The CFL yesterday deleted a column from its website in which the former player-turned-broadcaster suggested marijuana use in the league is rampant and commissioner Mark Cohon is planning to waste money with an unnecessary drug policy. The column, which was topped by the headline “CFL — Clean Football League,” was initially posted on www.cfl.ca four days ago.
Metro created nationwide attention for the column in its Wednesday editions by outlining Millington’s eyebrow-raising revelations and views, and urging readers to check them out on the CFL’s site. Dozens of readers e-mailed us yesterday, however, to complain they couldn’t find the piece.
The reason? Well, upon further review, the CFL decided to pull it. And Millington was thrown for a loss.
“It’s disappointing,” the CBC football analyst told Metro yesterday from his Vancouver home. “I’d like to feel that my opinion should stand on its own merits and that it shouldn’t arbitrarily be taken off. I think it should be on the site to promote conversation and debate.”
Millington, who spent 13 seasons as a fullback with the B.C. Lions, Edmonton Eskimos, Winnipeg Blue Bombers and Toronto Argonauts, wrote, while smoking pot is “large” among CFL players, there’s little use of performance-enhancing drugs, mostly because CFLers generally can’t afford them.

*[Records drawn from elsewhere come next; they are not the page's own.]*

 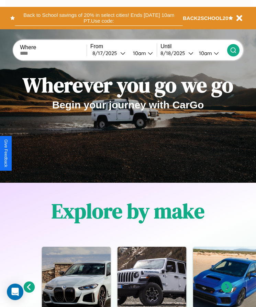 What do you see at coordinates (175, 53) in the screenshot?
I see `div: 8 / 18 / 2025` at bounding box center [175, 53].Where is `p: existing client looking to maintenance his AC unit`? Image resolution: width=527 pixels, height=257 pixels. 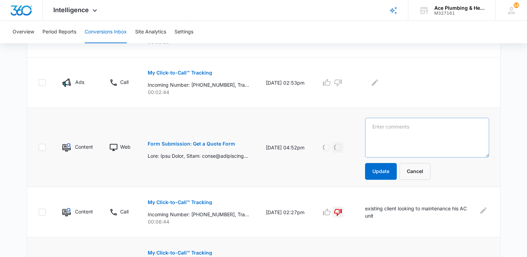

He wrote that Cohon’s plans to develop a drug policy were senseless and the commissioner merely “wants the drug policy so he can have the CFL appear to be in line with similar policies in the NFL, NBA and MLB. This desire is birthed from a feeling of inferiority with regards to those leagues.”
Yesterday, in our interview, Millington took it a step further, saying: “It frustrates me because, in the CFL, people bitch about having to save money, so why is Cohon wasting money on a drug policy? I mean, the NFL has a drug policy, so the CFL has to have one? It’s ridiculous.”
Millington, never afraid to speak his mind, said he knew his column would cause a stir, but was assured on the weekend by cfl.ca editor Josh Bell Webster it would run on the website.
“Josh said it was controversial, but that he’d go with it anyway,” Millington said. “I don’t know what happened.”
The CFL, through spokesman Jamie Dykstra, refused to comment on Millington, his column or the website.